Federal government annuls CERB repay for self-employed recipients

By News Staff

It’s a reprieve for more than 400,000 self-employed Canadians who got letters from the Canada Revenue Agency (C-R-A) last year telling them they’d have to repay federal emergency benefits.

Prime Minister Justin Trudeau says anyone who applied for the Canada Emergency Response Benefit (CERB) based on their gross, not their net income, won’t have to repay the money.

“When we rolled out CERB last March it’s because people needed help in the face of a global, once-in-a-generation crisis,” Trudeau said Tuesday.

“The pandemic isn’t over and neither is our support.”

He says his government wants to make sure everyone gets back on their feet.

Trudeau also says those who received emergency benefits and made up to $75,000 in taxable income won’t have to pay interest on 2020 tax debt until next year.

Employment Minister Carla Qualtrough says it’s not yet clear how many of the roughly 400,000 self-employed Canadians who got letters are affected by the reversal.

“We will have a better clarity on the number of people who are impacted by this when people file their taxes,” Qualtrough said.

“We have a sense of a possible range, but it’s really difficult right now because so many haven’t filed their 2020 taxes.”

Qualtrough says the tweak announced Tuesday was meant to address a specific problem.

“We are dealing here with a subset of the nine-million Canadians who applied for CERB who legitimately and honestly relied on misinformation we provided,” the employment minister admitted.

“That’s the problem we’re solving here today.”

Hundreds of thousands of Canadians who’d applied for the benefit last year were originally left confused by instructions from C-R-A about how to calculate whether they qualified for the benefit.

The Trudeau government sided with NDP demands to make the new Employment Insurance payments equal to that of the CERB of $2,000 per month.

In mid-December, some 441,000 people received letters from the C-R-A, questioning their eligibility for the CERB, and warning they may owe back some of the payments.

Groups that support them warned repayment efforts could lead many to become homeless and asked the government to grant amnesty for any of these youth who received the CERB.

Ottawa announced the CERB extension and introduced the benefit’s replacement on Aug. 20.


(Required action): Could you count the lines in the data that contain "curve"? Reply with the number only.

[Supplied entries — start]

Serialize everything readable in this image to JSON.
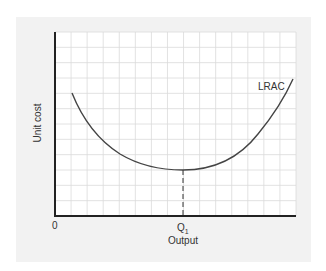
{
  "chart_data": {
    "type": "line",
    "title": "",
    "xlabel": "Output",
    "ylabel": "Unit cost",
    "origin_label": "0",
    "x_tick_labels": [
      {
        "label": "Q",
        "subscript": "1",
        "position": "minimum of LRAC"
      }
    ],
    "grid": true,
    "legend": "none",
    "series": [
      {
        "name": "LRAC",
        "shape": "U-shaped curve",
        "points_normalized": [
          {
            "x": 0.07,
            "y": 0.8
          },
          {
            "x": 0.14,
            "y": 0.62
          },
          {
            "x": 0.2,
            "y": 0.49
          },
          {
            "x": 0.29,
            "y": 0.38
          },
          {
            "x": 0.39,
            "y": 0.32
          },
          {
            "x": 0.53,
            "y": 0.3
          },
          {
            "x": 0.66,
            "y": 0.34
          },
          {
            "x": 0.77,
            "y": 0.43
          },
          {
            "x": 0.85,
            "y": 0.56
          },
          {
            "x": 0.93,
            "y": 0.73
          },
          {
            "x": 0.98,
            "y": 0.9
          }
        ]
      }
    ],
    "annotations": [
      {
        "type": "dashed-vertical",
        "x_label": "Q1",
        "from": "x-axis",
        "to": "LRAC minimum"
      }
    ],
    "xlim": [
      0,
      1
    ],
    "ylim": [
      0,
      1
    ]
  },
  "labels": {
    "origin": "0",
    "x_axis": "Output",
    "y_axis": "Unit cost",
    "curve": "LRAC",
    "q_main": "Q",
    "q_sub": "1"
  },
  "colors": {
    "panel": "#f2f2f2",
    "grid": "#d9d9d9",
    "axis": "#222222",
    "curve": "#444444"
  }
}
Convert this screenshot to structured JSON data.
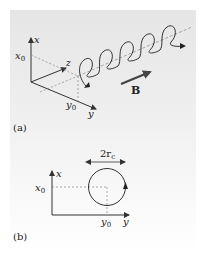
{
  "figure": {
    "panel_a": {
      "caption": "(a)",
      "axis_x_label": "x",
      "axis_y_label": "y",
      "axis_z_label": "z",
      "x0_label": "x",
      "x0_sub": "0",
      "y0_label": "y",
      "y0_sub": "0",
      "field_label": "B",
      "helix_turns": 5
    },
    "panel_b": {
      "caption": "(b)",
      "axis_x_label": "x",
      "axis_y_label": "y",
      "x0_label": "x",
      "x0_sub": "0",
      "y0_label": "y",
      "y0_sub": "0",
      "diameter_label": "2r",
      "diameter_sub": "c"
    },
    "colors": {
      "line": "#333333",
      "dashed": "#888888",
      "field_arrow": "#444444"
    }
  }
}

[Supplied entries — finish]
[Supplied entries — start]

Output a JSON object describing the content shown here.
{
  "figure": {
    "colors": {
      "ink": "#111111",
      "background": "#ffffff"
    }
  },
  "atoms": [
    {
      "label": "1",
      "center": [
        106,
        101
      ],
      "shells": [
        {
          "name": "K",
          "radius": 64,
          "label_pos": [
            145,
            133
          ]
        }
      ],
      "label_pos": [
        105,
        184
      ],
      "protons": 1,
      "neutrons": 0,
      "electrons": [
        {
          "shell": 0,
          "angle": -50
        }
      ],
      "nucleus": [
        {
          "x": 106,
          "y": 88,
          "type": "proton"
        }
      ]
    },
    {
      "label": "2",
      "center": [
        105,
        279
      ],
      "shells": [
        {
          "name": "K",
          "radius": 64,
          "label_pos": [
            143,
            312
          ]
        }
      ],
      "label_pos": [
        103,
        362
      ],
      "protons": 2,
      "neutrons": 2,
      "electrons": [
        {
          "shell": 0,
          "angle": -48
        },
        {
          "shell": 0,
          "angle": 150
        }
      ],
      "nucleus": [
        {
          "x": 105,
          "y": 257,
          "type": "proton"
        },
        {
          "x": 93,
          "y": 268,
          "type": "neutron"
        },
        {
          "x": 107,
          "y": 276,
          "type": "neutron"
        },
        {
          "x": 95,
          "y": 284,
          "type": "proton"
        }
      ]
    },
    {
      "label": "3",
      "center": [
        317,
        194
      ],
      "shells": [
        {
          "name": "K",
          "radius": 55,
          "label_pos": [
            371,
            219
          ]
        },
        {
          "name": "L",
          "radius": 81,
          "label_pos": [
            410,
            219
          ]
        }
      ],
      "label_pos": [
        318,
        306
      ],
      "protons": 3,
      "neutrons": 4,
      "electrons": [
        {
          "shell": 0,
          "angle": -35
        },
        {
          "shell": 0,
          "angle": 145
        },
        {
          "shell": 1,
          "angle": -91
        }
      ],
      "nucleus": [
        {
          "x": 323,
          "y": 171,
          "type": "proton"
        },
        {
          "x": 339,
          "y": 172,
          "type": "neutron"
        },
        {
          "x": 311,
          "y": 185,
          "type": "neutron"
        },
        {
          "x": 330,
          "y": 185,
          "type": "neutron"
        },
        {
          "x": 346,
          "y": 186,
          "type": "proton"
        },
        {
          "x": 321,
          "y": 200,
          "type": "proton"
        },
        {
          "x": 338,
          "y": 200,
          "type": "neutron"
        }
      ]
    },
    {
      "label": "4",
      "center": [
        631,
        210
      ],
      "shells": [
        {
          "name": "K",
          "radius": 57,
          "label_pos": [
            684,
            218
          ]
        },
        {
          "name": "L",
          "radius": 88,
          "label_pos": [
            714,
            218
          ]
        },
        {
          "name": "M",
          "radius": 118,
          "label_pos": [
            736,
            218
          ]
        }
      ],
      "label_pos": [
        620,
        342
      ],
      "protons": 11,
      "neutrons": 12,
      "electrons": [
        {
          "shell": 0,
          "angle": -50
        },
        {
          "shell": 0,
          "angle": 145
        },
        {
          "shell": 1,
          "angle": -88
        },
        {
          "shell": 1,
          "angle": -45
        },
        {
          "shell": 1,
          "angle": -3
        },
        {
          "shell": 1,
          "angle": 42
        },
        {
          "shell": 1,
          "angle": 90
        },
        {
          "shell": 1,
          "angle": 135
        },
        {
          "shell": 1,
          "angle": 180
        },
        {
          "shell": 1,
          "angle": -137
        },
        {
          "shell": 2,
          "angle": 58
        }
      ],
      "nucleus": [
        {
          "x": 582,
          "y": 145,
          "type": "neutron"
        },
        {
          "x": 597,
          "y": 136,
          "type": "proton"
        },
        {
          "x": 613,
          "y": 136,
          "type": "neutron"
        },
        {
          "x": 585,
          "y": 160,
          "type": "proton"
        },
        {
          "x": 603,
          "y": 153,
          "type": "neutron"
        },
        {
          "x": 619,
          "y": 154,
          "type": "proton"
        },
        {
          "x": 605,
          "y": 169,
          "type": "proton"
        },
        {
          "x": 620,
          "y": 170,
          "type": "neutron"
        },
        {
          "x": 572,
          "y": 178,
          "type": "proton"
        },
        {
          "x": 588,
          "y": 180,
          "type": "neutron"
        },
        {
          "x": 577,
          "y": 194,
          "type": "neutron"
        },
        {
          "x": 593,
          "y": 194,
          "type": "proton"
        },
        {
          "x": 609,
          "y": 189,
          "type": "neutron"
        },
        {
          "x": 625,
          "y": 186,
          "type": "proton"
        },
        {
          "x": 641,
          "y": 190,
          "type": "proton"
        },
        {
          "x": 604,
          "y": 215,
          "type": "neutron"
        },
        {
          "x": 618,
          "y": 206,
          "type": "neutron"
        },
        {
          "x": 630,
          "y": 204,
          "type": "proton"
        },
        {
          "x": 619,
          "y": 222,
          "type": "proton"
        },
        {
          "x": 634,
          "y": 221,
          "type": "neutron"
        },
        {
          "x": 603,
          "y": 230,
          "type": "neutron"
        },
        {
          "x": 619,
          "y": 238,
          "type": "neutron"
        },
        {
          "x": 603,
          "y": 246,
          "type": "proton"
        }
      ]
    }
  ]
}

[Supplied entries — finish]

(Problem solution): 3